Bitmap join indexes (O??â„¢Neil & Graefe, 1995) are very efficient materialized structures
for avoiding costly joins. When bitmap join indexes are applied to a data
warehouse schema, each bitmap indicates which fact rows correspond to each attribute
value of a dimension table, representing the precomputed result of a join
between the fact and a dimension table. Consider the simple example of a ???Sales???
fact, a ???Product??? dimension, and a ???Brand??? attribute within ???Product.??? A bitmap
for Brand ???X??? associates a bit with each row of the Sales fact with a ???1??? bit if that
row is a sale of Brand ???X??? and a ???0??? bit otherwise. A query for sales of brand ???X???
may scan the bitmap and then read only rows of Sales corresponding to that Brand.
More importantly, it also avoids the need to join Sales with Product and therefore
the need to repartition Part if it is partitioned and not co-located with Sales.

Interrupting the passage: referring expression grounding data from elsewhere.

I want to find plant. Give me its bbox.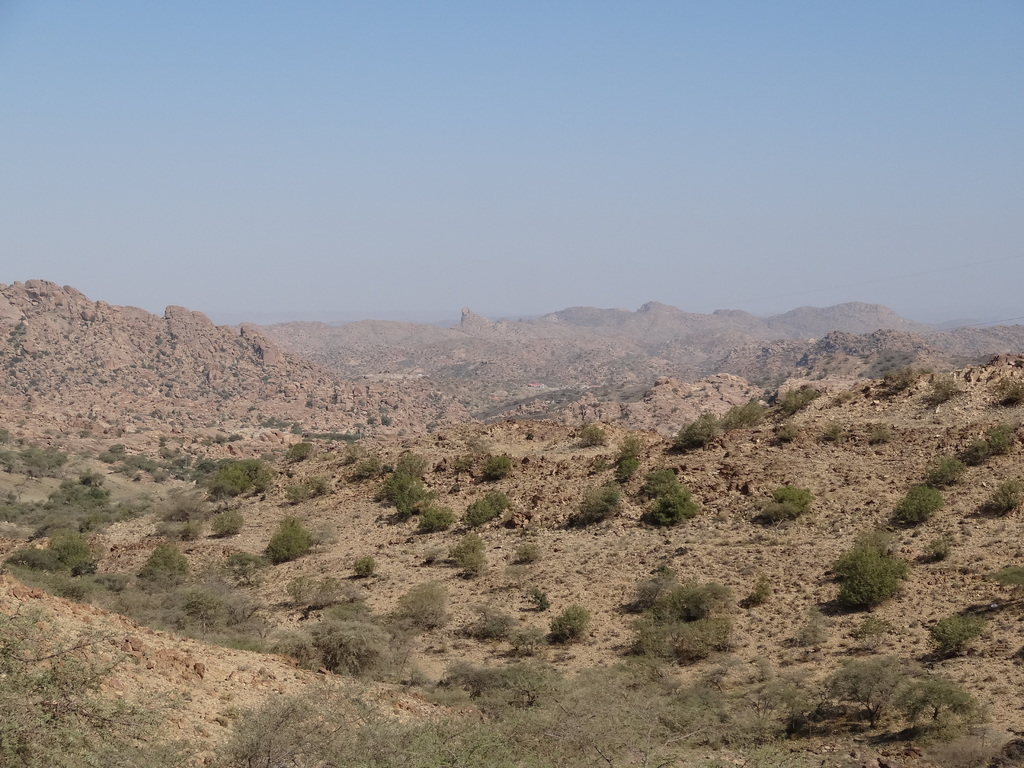
box(867, 426, 892, 444).
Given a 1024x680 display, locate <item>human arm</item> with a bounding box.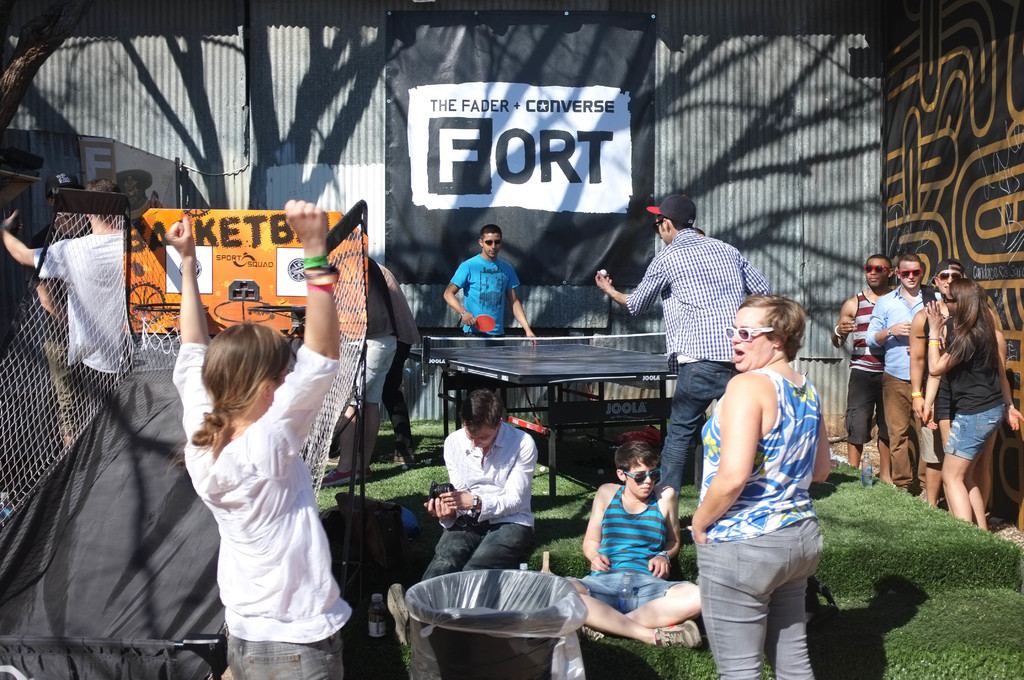
Located: bbox(911, 312, 925, 425).
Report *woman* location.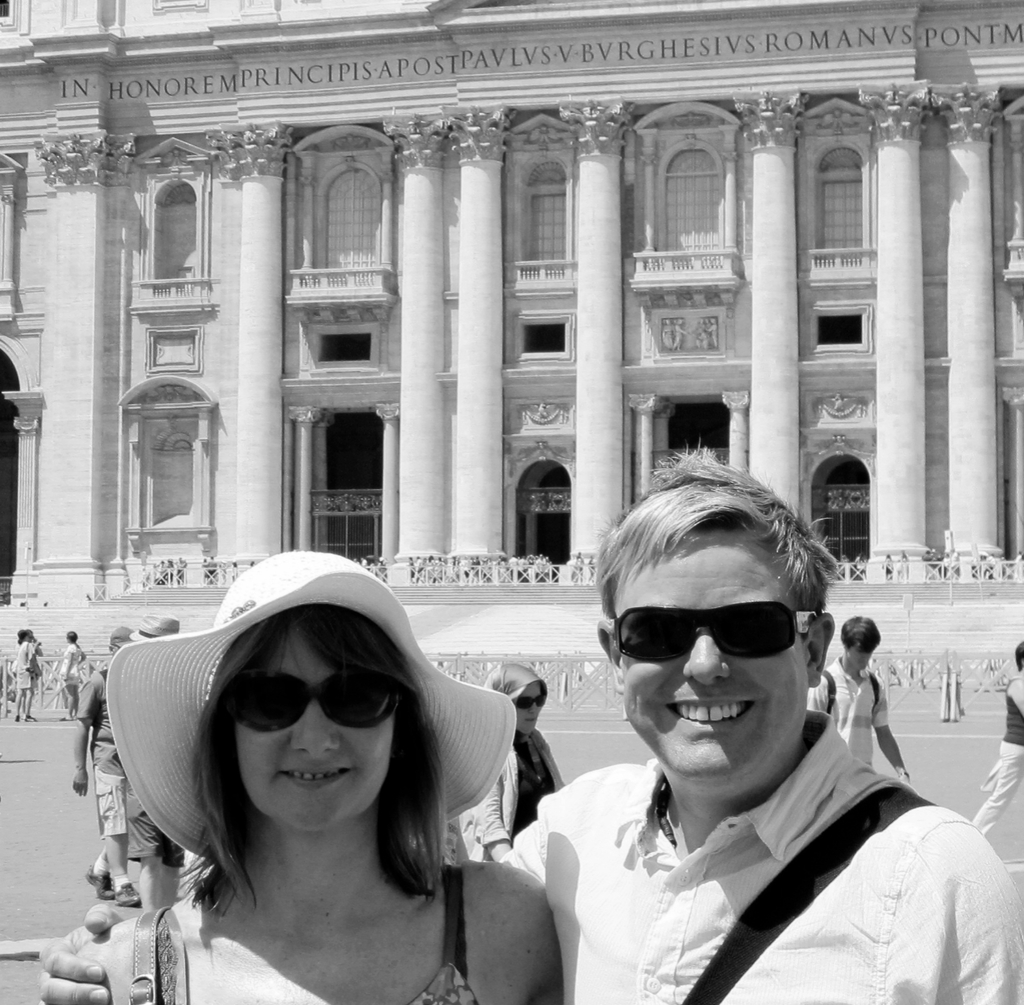
Report: 462:659:565:861.
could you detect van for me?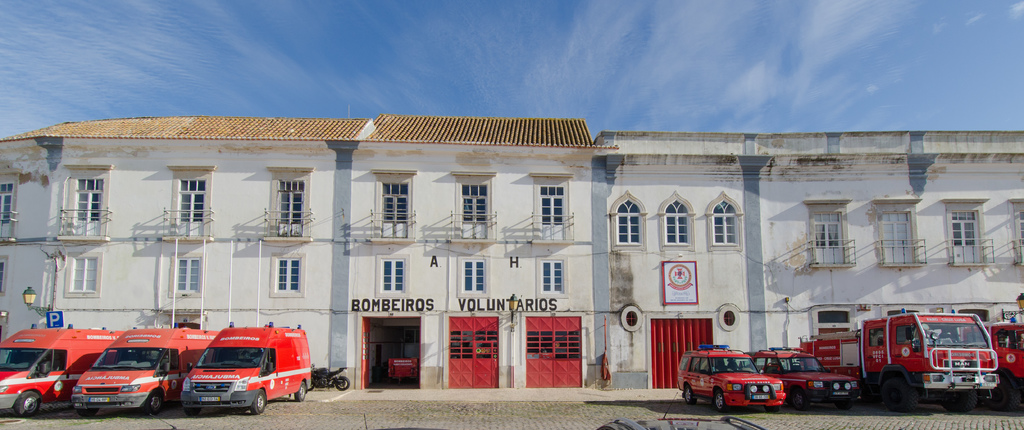
Detection result: Rect(0, 326, 129, 417).
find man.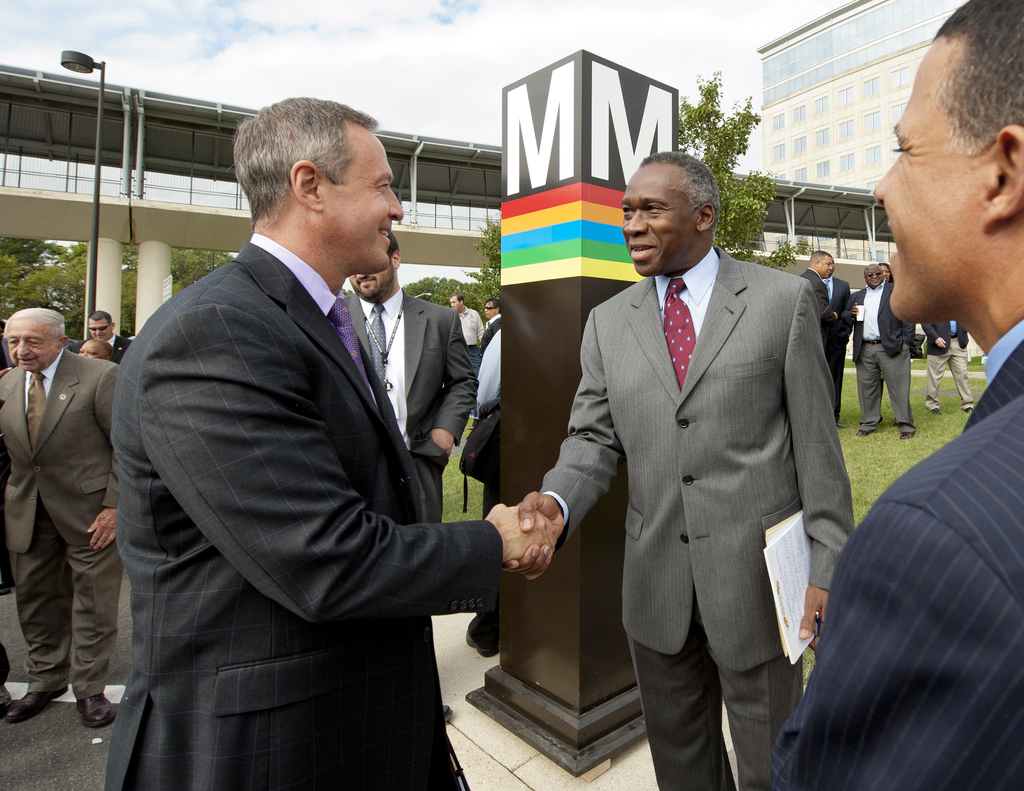
BBox(66, 314, 132, 367).
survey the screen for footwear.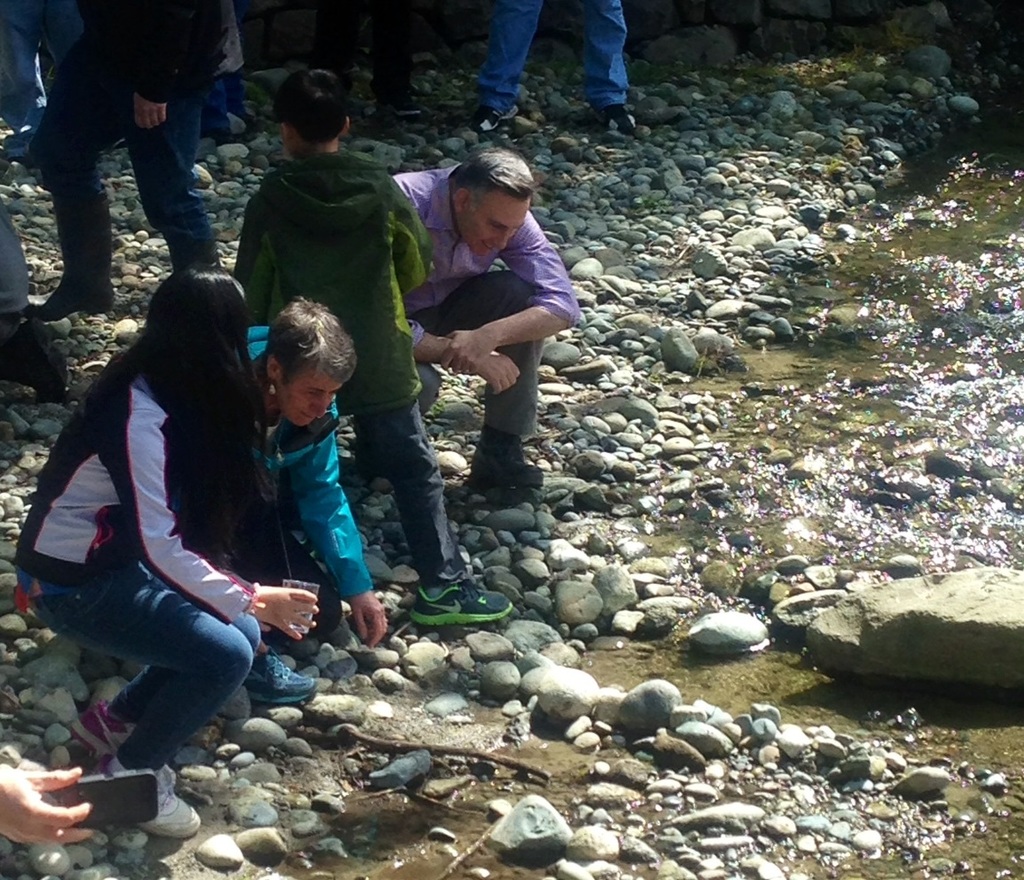
Survey found: <region>168, 240, 221, 269</region>.
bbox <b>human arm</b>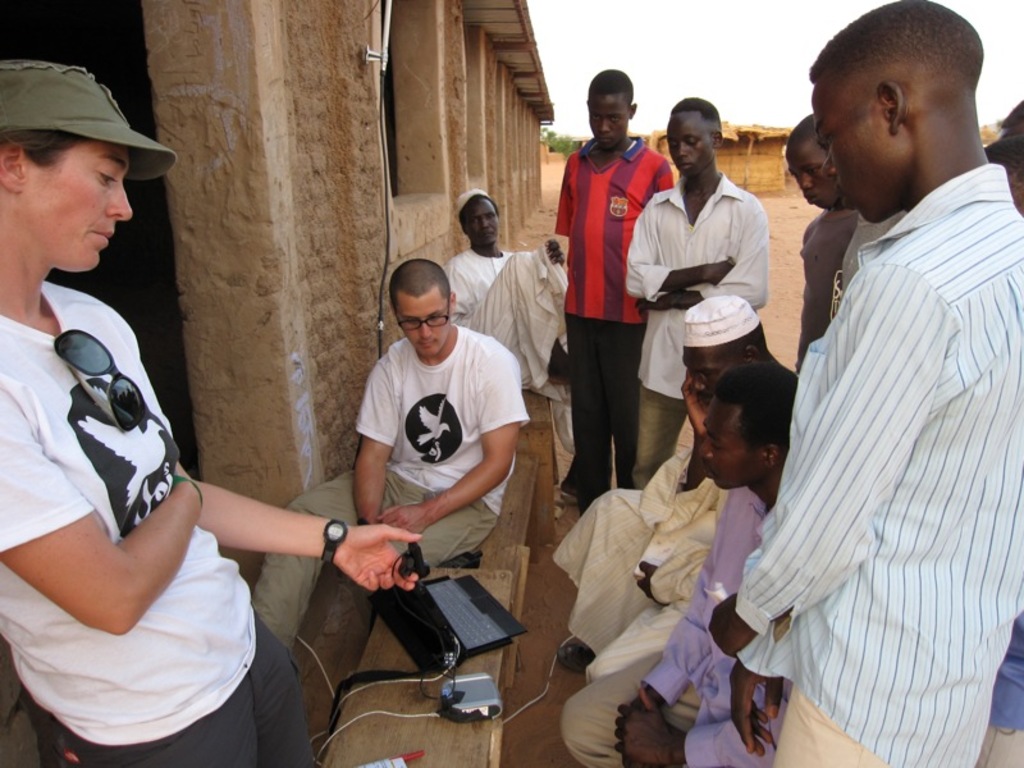
box(379, 346, 529, 538)
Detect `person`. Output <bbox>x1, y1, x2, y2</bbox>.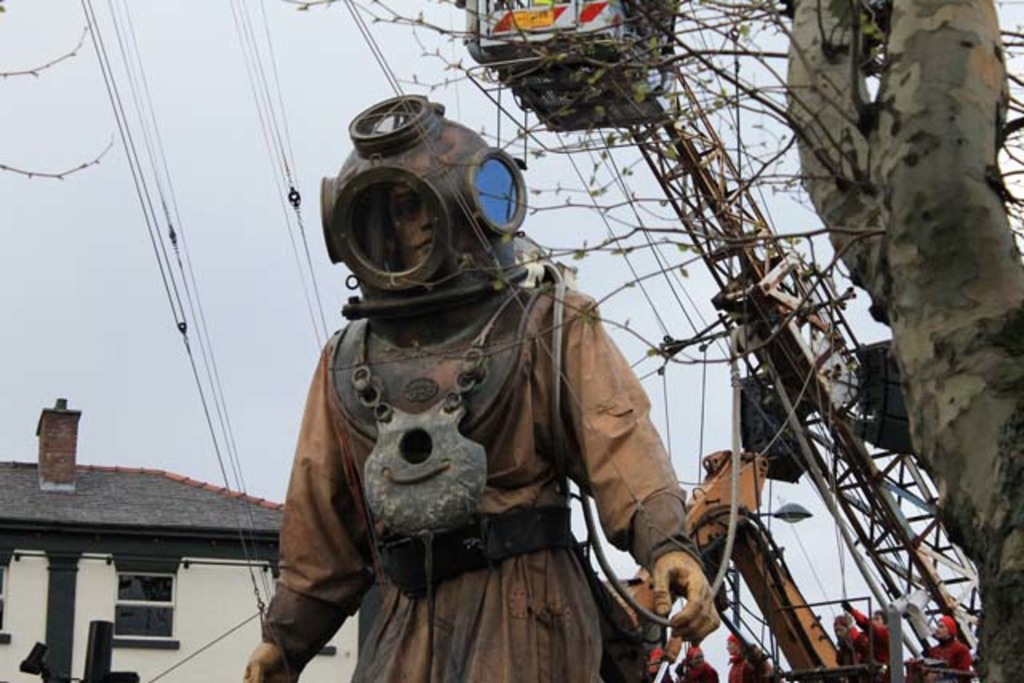
<bbox>827, 611, 870, 680</bbox>.
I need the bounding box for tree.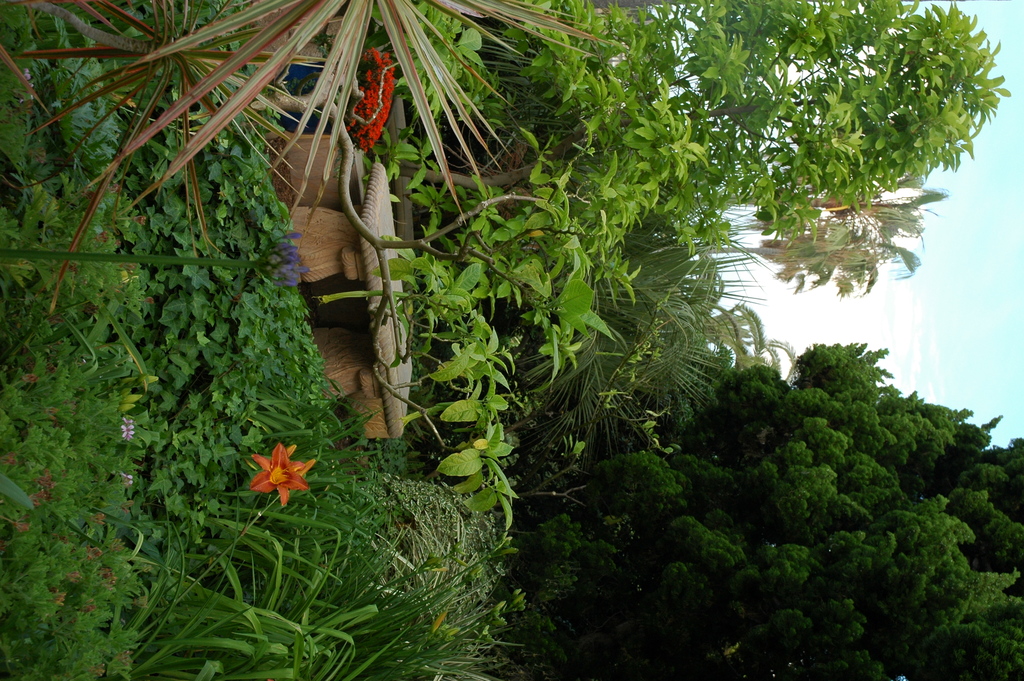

In
summary, the use of early-selection and in particular bitmap join indexes reduces
the amount of data that must be exchanged very significantly, as long as there are
selective conditions on the query patterns.
Next we review replication for availability issues, as it is also a major concern in
the low-reliability environment of the NPDW.
Replication for Availability
A discussion of availability for node-partitioned data warehouses brings up several
issues like network failures, data loading failures, or availability monitoring.